Epic Epic-ness : Holy Harry Potter

Harry Potter is fast-approaching, sending most warm-blooded humans (Muggles?) into a tizzy. I’ve been getting texts, emails, Facebook messages, tweets all planning on seeing the movie opening night, or a week after, or 2 weeks after, post-watching all the other movies in the series again (of course). Something big is about to be over, and seems like everyone wants a piece.

For some of these people, this epic tale of good and bad and honor and nobility held a magical mirror (like the one where Harry Potter sees his parents, and everyone else sees what they most desire) up to our lives, and made us look past the banal, into the meaning of things. Once, in my Novels: Now and Then class at art school, our teacher asked us all if we wanted to have epic lives.
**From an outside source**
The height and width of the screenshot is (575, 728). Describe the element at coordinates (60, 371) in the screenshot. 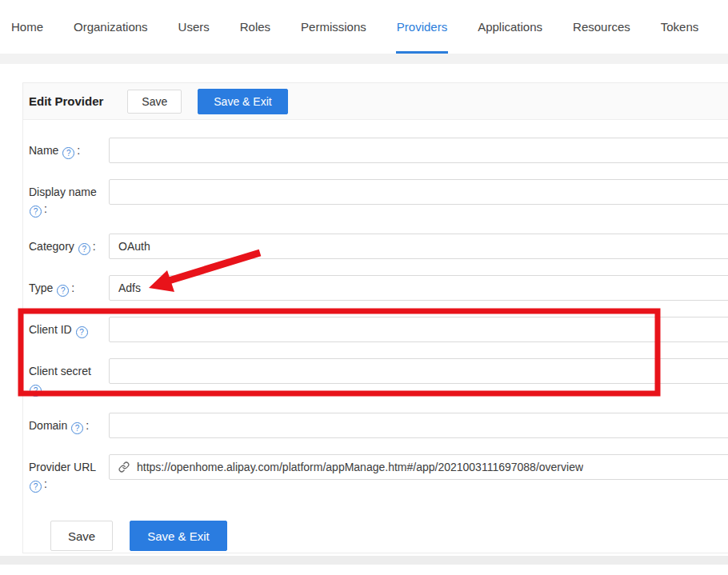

The silence seemed to stretch on forever, but the answer was loud in everyone’s expression, and that answer was YES!

For people who are bored with their lives, they dream of the epic, and the rest who are inundated with ridiculousness, they dream of sharing their own epic tale. The defintion of epic is to surpass the ordinary, and most individual lives are far from ordinary. From Gilgamesh to Harry Potter: the epic serves as an escape, a remembrance of old ideals, of something being much bigger than us and it holds us completely in thrall to the story.

Next epic topic: Game of Thrones… the books are keeping me up at night… in a good way, a very good way.